I have so little interest in celebrity that I didn't know exactly what he had done when I read that he was arrested in Switzerland. I knew vaguely that it had something to do with sex with an underage girl. I admit with some embarrassment that I was momentarily swayed by the Washington Post's Anne Applebaum, who opinion I respect. She has this:
Polanski's crime -- statutory rape of a 13-year-old girl -- was committed in 1977. The girl, now 45, has said more than once that she forgives him, that she can live with the memory, that she does not want him to be put back in court or in jail, and that a new trial will hurt her husband and children. There is evidence of judicial misconduct in the original trial. There is evidence that Polanski did not know her real age.
Reading that a second time, there are all kinds of things wrong with it. But the worst is that it gives the reader no idea what Mr. Polanski really did. Kate Harding at Salon fills in the details. Warning gentle reader: this is not pleasant reading.
Let's keep in mind that Roman Polanski gave a 13-year-old girl a Quaalude and champagne, then raped her, before we start discussing whether the victim looked older than her 13 years, or that she now says she'd rather not see him prosecuted because she can't stand the media attention. Before we discuss how awesome his movies are or what the now-deceased judge did wrong at his trial, let's take a moment to recall that according to the victim's grand jury testimony, Roman Polanski instructed her to get into a jacuzzi naked, refused to take her home when she begged to go, began kissing her even though she said no and asked him to stop; performed cunnilingus on her as she said no and asked him to stop; put his penis in her vagina as she said no and asked him to stop; asked if he could penetrate her anally, to which she replied, "No," then went ahead and did it anyway, until he had an orgasm.
In a perverse turn, the fact that the victim in question was underage has somewhat shielded the great director. It allows his defenders to do what Ms. Applebaum did, and apparently what Mr. Polanski did in court: cop a plea. Hollywood is terrible distraught that this man is being so victimized. From Fox News:
Actors and actresses from Harrison Ford to Debra Winger have reportedly joined the growing throng of liberal celebrities calling for Polanski to be released following his arrest in Switzerland last week… Scores of American film icons from Woody Allen to Martin Scorsese have signed a petition demanding "the immediate release of Roman Polanski," saying they were "dismayed" by his arrest.
There are at least two things going on here, both of them bad. One is that a lot of people in Hollywood and, apparently, France, think that presumed genius and celebrity confer some kind of immunity to ordinary legal and moral facts. Well, you can understand why Woody Allen thinks geniuses are exempt. Jessica Grose at Double X says that the reason Polanski escaped justice so long is that he thinks that ordinary rules do not apply to him, and he's been right up until now. That is a scandal all by itself.

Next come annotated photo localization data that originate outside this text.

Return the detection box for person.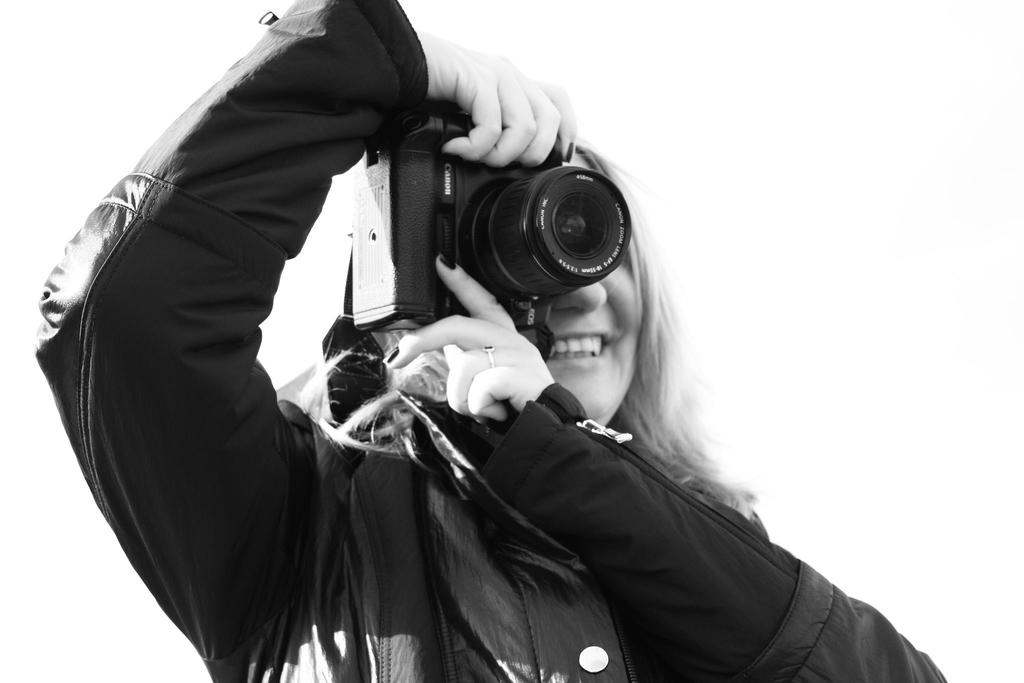
33/0/949/682.
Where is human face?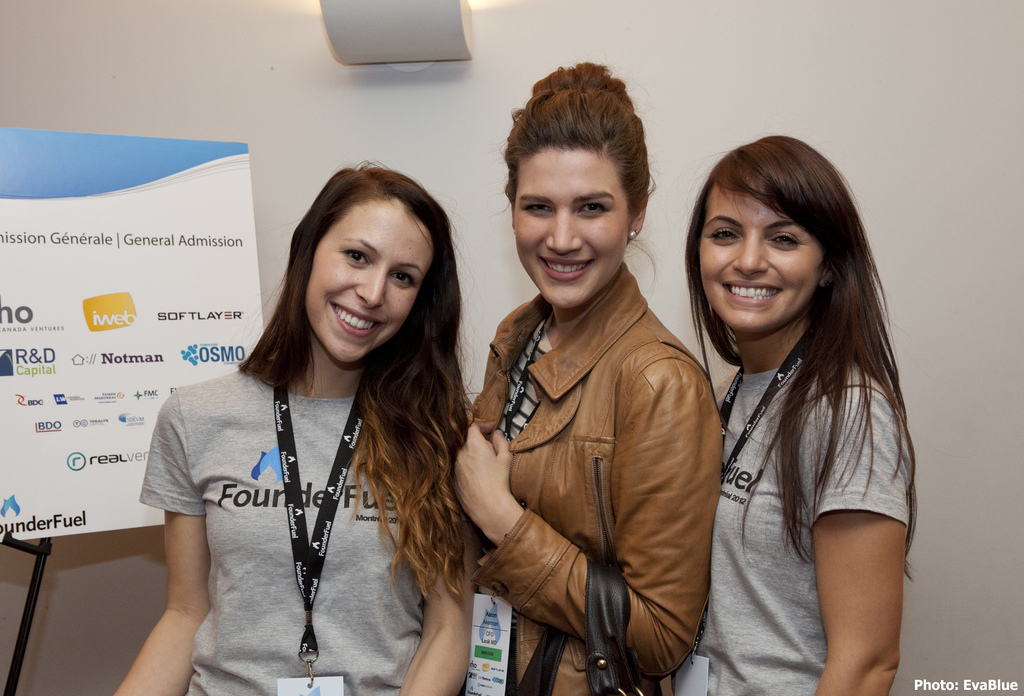
{"left": 696, "top": 173, "right": 824, "bottom": 334}.
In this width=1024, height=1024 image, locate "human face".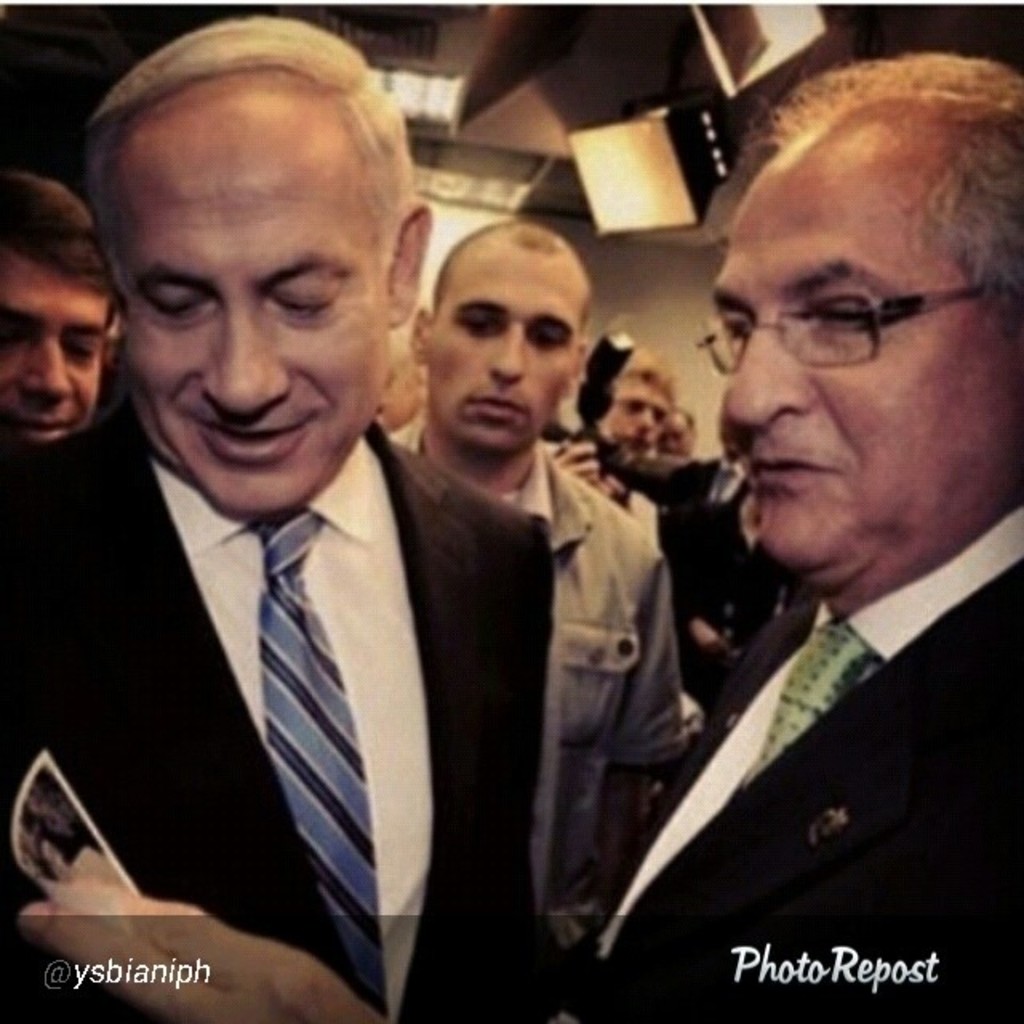
Bounding box: crop(110, 106, 387, 514).
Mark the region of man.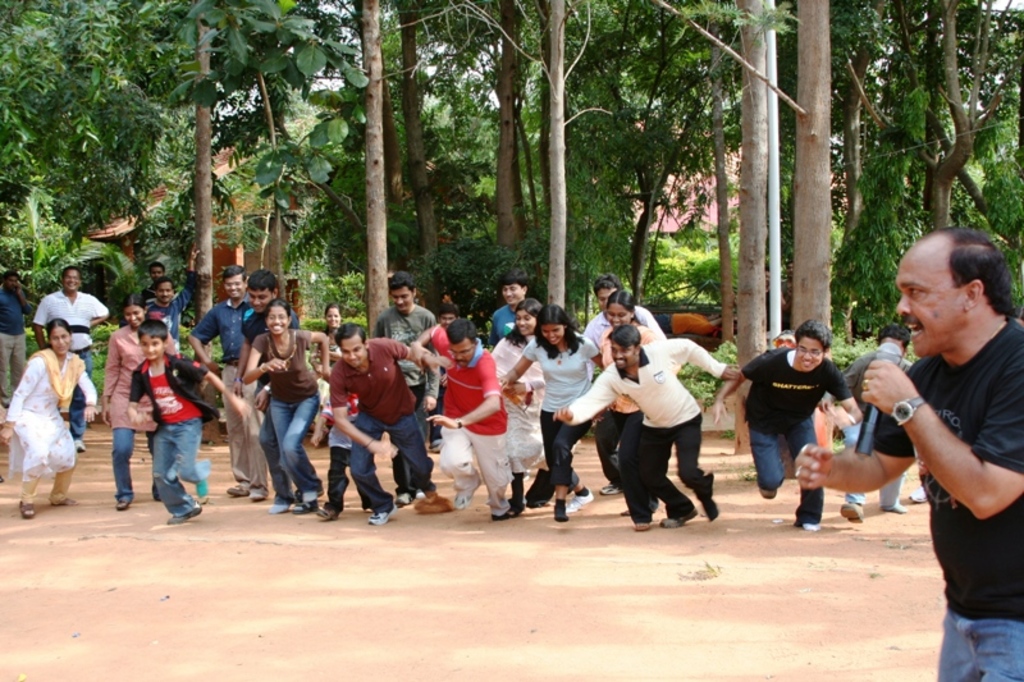
Region: left=412, top=322, right=529, bottom=519.
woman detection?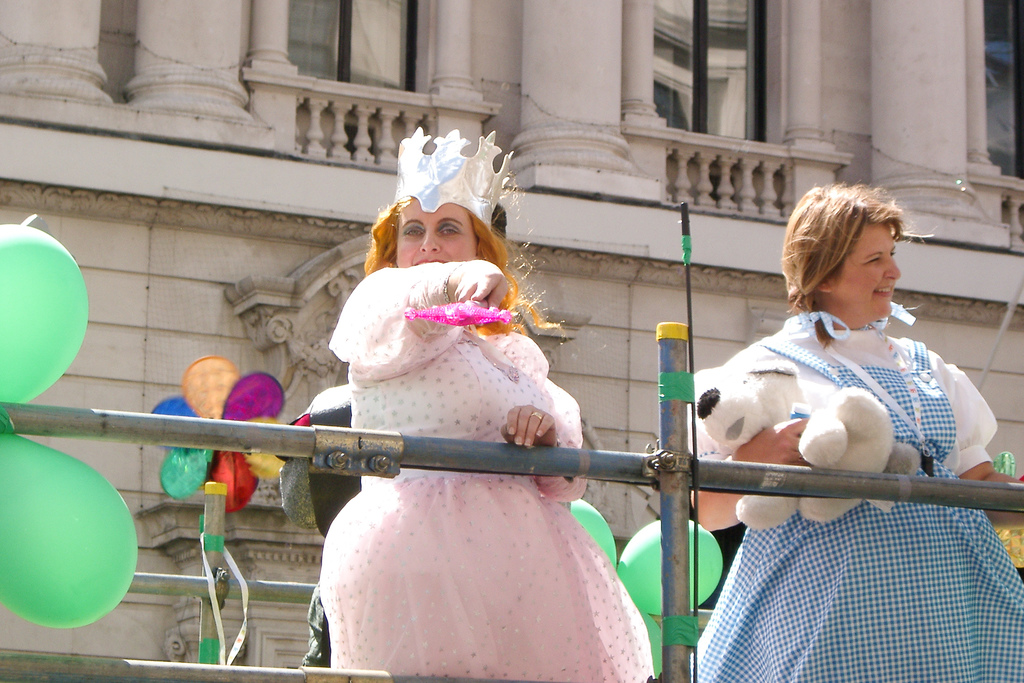
(x1=685, y1=182, x2=998, y2=621)
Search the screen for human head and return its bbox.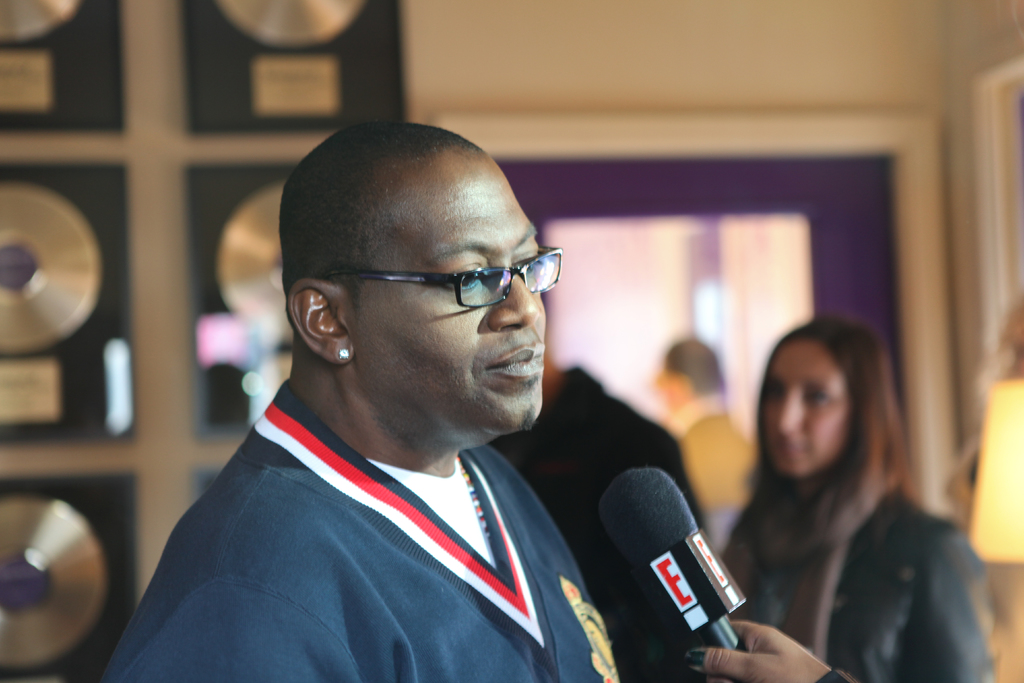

The other thing is that Ms. Applebaum and others seem to think that the time elapsed or the forgiveness of the victim somehow amount to a pardon. Neither is true. The one would amount to a rule that you get off if you get away with it long enough. The other commits a grave error about justice. Mr. Polanski did not just commit a crime against the young lady, though he surely did that. He raped her. Even if it had been only statutory rape, that would have been a serious crime. But it was, as some are now calling it, "rape-rape." This was a crime against the State of California, a violation of the rights of women and fathers and mothers everywhere.
It may be true, as Ms. Applebaum says, that Mr. Polanski has paid dearly for his crime. But rapists and other criminals do not get to design their own punishments or release themselves on their own recognizance. If Polanski had submitted himself to justice back in 1977 rather than fleeing the country, this all would have been long over.
What Polanski did was brutal, terrible, and unpardonable, and so neither his celebrity nor the time elapsed can pardon it. If he must spend the rest of his life in jail rather than being wined and feted by the French, this seems to me to be no miscarriage of justice.
ps. These words were spoken by Polanski in an interview just after he fled the country:
“If I had killed somebody, it wouldn’t have had so much appeal to the press, you see? But… f—ing, you see, and the young girls. Judges want to f— young girls. Juries want to f— young girls. Everyone wants to f— young girls!”